I hereby offer return the same favor to all candidates eager to spend a week or two on my arpent nourricier. Stuart and Gabrielle are first on the list.

Monday, September 01, 2008


Permaculture Podcasts: Ah, what technical ages we do live in. The computer is master, the Internet king, we even have virtual friends now, via this blog. On of them turned into reality this week when Gabrielle picked up Kristen, l’ arpent nourricier (lit: “the nourishing small plot of ground”) and his wife Christine at the local train station. We’d struck up a relationship via blogging, emails and shared interests and they’d offered to come and help out for a week in return for lodging. It was going to be a “holiday” for them, with their young son Camille enjoying a week with his grandparents. We spent a very happy time together. The photo shows the three of them waiting for the train to take them home, Camille was happy to be reunited with Mum and Dad but clearly not enjoying his moment of celebrity.

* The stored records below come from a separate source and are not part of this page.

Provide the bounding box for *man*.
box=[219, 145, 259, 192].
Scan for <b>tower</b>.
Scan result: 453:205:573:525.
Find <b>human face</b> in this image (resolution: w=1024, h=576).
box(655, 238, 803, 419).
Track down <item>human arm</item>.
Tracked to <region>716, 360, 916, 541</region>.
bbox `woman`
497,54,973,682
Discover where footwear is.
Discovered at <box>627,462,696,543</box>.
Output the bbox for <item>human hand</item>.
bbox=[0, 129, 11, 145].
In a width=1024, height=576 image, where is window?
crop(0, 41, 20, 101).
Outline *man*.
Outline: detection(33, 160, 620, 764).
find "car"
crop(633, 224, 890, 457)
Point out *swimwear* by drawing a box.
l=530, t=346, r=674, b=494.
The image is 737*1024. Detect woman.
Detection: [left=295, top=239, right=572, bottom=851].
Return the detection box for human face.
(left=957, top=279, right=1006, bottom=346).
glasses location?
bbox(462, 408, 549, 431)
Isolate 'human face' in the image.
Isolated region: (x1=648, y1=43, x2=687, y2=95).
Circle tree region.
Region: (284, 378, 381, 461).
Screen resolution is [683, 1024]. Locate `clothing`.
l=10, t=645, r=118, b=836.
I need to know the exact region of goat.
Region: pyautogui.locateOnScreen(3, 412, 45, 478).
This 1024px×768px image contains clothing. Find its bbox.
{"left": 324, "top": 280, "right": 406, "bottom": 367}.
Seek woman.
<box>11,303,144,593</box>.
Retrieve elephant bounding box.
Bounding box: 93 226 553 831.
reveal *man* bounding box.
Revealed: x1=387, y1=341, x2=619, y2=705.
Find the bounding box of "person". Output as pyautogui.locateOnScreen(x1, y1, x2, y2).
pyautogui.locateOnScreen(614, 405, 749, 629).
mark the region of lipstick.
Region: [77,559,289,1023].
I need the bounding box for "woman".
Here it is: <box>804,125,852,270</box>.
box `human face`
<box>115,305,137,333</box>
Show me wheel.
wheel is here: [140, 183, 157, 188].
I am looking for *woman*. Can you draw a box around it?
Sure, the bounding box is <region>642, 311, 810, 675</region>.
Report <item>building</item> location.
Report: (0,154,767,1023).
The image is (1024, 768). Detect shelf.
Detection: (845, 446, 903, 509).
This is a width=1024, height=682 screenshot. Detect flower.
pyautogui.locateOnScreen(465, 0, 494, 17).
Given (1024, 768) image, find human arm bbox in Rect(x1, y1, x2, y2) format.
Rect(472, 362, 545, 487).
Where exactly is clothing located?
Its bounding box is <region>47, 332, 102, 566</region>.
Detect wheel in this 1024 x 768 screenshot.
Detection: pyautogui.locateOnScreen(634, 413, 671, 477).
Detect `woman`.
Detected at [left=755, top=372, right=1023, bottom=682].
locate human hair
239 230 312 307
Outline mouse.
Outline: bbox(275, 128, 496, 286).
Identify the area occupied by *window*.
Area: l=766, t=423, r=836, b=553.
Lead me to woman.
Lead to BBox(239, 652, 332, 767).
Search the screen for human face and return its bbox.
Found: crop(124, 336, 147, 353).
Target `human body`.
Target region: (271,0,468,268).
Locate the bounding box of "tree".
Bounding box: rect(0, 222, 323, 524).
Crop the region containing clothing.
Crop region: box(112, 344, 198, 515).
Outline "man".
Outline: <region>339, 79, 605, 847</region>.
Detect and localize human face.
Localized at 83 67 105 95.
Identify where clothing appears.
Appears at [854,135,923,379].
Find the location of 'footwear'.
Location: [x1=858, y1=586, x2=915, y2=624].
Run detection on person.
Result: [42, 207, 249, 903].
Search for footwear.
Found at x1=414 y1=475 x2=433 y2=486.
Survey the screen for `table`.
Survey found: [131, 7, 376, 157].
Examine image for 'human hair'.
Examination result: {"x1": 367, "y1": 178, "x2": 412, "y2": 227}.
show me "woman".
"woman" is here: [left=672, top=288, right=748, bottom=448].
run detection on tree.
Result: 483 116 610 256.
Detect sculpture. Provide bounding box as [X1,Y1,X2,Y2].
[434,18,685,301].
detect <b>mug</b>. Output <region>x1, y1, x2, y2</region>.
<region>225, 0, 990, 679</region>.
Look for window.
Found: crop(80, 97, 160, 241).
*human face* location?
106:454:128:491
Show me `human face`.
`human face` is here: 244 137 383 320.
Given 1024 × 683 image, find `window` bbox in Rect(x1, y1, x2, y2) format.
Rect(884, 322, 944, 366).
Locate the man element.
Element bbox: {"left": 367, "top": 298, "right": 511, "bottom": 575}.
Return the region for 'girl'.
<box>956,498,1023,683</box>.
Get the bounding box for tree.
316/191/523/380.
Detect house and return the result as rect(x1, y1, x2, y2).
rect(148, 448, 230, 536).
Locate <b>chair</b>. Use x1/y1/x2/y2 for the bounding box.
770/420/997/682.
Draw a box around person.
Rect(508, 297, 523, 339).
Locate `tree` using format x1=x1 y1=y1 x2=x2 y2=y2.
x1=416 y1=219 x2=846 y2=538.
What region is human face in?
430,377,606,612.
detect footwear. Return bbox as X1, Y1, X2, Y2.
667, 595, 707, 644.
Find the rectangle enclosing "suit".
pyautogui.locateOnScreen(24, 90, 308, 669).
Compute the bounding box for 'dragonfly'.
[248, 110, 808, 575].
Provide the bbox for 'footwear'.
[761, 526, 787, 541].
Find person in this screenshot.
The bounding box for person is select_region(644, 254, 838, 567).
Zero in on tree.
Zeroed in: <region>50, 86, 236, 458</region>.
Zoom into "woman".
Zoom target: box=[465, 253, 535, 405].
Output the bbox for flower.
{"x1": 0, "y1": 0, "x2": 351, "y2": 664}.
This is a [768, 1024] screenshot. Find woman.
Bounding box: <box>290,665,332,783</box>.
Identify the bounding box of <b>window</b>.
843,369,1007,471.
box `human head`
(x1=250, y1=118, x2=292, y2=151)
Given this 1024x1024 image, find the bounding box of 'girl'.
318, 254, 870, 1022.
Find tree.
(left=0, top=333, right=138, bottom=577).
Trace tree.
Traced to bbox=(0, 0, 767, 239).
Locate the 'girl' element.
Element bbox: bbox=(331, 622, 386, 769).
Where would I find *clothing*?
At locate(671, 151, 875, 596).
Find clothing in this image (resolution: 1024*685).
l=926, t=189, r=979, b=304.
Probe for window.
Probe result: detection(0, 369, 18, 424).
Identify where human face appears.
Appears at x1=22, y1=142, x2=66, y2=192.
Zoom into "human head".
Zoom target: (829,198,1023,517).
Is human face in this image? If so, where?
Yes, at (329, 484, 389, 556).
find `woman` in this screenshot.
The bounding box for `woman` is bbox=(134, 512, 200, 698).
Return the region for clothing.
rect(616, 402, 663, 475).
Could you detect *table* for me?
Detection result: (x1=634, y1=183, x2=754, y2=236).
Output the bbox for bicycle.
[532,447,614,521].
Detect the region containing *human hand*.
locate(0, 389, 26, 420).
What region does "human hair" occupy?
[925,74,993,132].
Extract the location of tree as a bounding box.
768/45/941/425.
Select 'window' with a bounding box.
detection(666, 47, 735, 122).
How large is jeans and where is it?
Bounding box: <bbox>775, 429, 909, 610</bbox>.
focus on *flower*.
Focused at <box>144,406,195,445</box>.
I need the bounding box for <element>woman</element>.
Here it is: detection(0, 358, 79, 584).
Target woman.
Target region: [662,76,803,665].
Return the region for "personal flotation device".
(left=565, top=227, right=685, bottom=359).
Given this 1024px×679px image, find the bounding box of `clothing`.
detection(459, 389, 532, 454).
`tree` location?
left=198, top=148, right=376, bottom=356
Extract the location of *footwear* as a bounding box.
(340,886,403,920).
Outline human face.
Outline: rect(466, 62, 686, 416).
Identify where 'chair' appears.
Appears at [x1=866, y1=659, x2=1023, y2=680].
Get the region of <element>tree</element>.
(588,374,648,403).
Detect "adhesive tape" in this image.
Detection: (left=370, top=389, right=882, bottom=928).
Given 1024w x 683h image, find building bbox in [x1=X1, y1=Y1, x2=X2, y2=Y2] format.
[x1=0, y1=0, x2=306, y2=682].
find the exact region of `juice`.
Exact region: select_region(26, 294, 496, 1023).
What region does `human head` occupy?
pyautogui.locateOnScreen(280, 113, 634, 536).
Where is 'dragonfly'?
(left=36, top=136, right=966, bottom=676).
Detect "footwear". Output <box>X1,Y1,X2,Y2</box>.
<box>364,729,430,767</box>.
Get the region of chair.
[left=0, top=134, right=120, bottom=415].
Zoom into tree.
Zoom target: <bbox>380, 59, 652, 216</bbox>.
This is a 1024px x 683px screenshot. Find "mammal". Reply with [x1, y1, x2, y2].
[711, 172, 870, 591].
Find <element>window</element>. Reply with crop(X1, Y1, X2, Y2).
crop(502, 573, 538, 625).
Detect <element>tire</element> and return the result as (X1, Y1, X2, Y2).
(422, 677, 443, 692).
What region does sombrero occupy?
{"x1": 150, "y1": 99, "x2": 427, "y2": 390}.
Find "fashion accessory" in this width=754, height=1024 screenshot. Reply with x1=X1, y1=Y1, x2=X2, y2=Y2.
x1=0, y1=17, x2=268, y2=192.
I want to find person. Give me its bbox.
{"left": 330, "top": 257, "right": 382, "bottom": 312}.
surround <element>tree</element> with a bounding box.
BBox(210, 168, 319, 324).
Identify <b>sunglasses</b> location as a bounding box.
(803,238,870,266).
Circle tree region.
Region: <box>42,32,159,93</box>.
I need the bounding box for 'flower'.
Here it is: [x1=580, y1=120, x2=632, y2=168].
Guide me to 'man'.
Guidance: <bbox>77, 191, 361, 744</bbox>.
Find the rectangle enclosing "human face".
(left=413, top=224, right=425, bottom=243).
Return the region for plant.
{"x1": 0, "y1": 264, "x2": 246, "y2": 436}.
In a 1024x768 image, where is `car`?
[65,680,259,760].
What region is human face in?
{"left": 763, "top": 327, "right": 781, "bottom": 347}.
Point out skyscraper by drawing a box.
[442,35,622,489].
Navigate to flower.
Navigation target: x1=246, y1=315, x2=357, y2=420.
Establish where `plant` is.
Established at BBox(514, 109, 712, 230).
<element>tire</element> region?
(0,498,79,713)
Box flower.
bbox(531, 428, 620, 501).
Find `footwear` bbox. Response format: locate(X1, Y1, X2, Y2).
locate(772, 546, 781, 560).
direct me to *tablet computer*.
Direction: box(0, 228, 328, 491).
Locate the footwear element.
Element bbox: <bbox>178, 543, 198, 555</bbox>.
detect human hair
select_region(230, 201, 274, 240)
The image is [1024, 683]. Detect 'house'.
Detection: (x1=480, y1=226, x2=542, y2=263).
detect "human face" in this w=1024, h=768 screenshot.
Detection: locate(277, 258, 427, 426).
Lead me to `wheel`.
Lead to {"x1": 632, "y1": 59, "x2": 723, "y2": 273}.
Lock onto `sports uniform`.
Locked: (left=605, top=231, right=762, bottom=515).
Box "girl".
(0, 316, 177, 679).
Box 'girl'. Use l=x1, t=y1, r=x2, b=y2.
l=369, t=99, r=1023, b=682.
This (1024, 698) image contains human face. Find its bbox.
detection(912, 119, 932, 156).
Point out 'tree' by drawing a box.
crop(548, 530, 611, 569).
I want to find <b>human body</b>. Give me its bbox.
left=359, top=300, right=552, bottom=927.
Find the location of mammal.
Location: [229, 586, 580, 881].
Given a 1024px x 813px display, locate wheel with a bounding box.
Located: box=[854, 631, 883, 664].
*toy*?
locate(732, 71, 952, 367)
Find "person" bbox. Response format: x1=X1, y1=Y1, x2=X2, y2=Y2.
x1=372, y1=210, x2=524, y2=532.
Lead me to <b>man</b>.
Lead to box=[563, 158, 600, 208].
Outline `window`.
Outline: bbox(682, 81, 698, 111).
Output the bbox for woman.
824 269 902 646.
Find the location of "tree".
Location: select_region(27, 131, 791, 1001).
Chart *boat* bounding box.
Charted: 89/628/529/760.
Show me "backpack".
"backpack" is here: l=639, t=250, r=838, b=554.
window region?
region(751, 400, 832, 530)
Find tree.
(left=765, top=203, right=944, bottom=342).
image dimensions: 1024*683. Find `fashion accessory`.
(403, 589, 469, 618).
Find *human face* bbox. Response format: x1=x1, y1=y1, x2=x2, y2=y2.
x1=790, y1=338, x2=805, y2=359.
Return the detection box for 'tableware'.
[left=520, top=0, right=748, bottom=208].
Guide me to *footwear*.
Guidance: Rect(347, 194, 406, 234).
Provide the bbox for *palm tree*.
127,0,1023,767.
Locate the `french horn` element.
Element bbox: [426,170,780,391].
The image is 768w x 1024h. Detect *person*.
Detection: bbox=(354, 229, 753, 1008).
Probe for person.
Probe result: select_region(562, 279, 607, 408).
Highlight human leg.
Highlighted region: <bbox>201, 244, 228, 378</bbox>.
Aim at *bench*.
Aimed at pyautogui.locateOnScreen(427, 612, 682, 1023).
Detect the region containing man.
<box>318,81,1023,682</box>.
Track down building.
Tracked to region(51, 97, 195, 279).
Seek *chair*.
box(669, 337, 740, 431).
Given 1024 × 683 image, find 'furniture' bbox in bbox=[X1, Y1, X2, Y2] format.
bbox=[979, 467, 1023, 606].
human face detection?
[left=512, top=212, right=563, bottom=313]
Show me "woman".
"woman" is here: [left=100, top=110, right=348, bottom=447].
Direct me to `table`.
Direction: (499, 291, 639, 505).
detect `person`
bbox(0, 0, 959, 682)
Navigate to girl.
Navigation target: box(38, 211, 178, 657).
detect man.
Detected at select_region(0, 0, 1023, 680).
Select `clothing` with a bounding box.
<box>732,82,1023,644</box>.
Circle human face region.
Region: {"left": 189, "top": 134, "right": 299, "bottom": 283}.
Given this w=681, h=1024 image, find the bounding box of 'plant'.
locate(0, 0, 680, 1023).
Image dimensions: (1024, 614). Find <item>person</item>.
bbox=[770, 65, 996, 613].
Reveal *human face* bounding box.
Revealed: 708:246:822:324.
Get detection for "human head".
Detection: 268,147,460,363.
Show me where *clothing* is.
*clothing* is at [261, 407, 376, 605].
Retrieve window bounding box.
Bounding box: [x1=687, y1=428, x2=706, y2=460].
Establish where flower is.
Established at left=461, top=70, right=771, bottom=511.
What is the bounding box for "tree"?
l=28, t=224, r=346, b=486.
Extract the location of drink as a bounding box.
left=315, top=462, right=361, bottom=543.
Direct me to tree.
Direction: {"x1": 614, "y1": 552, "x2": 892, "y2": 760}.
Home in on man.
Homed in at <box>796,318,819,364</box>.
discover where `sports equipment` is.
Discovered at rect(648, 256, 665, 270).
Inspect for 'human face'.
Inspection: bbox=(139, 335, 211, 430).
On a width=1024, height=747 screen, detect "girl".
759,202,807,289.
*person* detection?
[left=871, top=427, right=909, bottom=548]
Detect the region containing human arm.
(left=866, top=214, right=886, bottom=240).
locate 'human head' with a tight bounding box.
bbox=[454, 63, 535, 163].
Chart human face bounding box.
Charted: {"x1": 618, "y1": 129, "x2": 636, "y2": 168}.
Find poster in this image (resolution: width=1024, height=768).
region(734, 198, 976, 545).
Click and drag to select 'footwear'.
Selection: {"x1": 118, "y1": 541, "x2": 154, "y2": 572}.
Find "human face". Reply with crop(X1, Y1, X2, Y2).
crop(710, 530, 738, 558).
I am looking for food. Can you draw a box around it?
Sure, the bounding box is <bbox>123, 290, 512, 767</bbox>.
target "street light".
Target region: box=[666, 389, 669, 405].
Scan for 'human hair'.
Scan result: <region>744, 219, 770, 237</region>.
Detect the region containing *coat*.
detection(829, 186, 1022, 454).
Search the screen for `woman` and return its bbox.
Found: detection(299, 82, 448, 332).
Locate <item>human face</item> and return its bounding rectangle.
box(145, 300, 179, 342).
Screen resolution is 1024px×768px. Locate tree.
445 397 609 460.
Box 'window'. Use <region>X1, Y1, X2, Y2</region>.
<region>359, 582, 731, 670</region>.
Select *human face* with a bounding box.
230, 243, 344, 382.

It’s been a very rich week, of which you’ll be reading more, but one thing that I’ve learned about, via Kristen, is podcasts. I’ve heard of them but never taken the effort to find out what they are, how one gets hold of such a thing and how I might use it. Think of a podcast as a radio show (even though some of them are produced specifically as podcasts, available only on the Internet) recorded for playback at your convenience on your iPod or MP3 player. Kristen had first suggested them when he watched my video reports
of a days harrowing in neighbour Paul’s tractor, where I described listening to music on my iPod to make the repetitive day a touch more interesting: why not take the opportunity to listen to educative agricultural debate, he asked?


I’d like to be able to give you simple instructions to get you started but, with the wide variation in computers and personal music players, that’s beyond me. You could do worse than start with the Wikipedia explanation of a podcast.


I’ve spent today down in the workshop, trying to get everything arranged all neat and tidy before I start building work on our barn conversion to expand our holiday gite accommodation and listened to several interesting podcasts from The Land Stewardship Project (suggested by Kristen).


To get you started, here’s a podcast (from Agricultural Innovation, Inc.) of an interview with one of the founders of permaculture Bill Mollison. Bill tells us how permaculture came about, how to conserve water and soil, and a number of other things. If you like that, just go Googling for “podcasts” and “your subject of choice” … happy listening.